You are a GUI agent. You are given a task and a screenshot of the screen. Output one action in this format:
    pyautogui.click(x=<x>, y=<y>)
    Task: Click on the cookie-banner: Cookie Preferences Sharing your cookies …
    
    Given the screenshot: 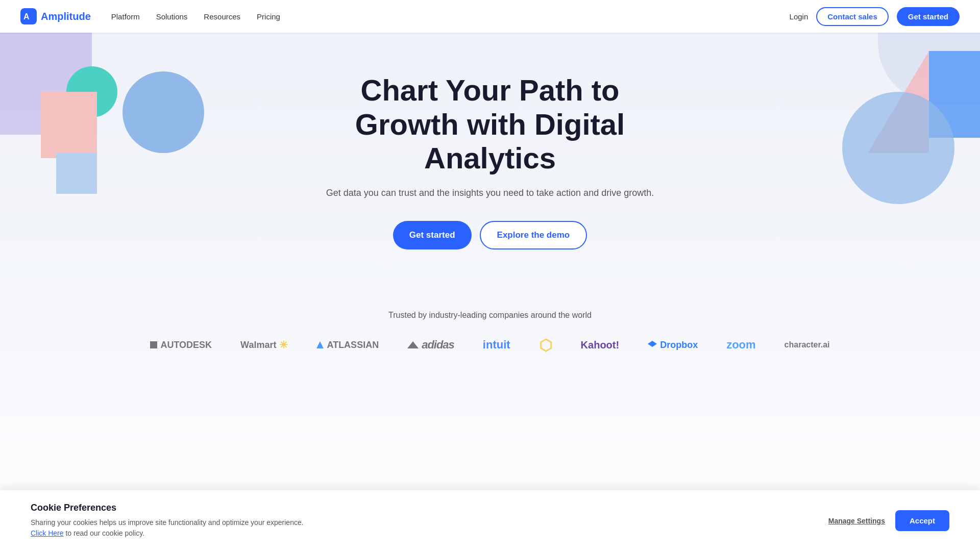 What is the action you would take?
    pyautogui.click(x=490, y=520)
    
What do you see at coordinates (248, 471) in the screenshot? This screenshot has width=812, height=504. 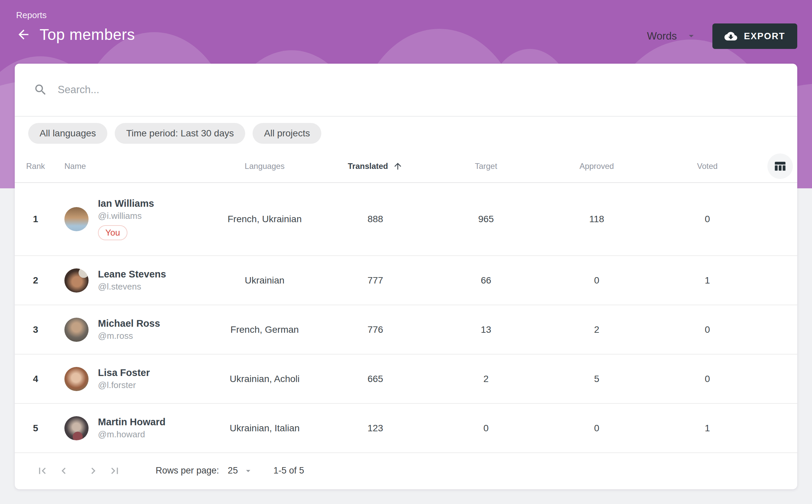 I see `triangle-down-icon` at bounding box center [248, 471].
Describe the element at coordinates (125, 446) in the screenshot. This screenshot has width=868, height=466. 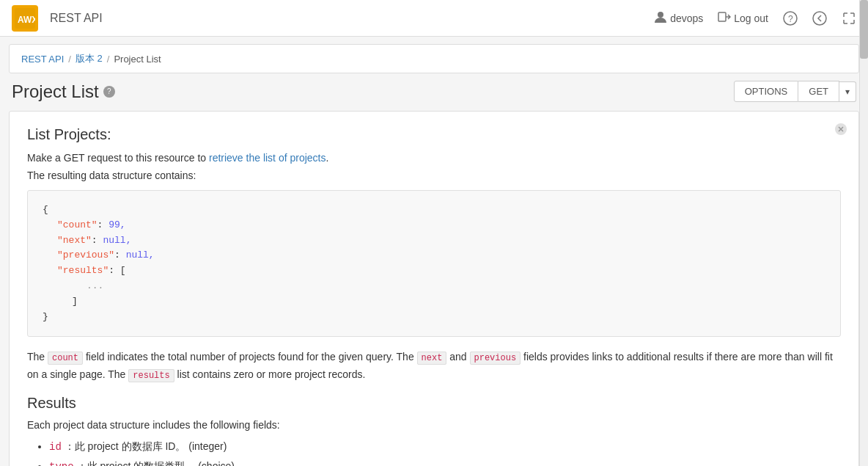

● ● ● ● ●

_The task_: Repeat each line of the data above, exactly as it appears, from the first through the line that contains "Task: Click on".

_Exercise output_:
You are a GUI agent. You are given a task and a screenshot of the screen. Output one action in this format:
    pyautogui.click(x=<x>, y=<y>)
    Task: Click on the cookie-banner: Cookie Preferences Sharing your cookies …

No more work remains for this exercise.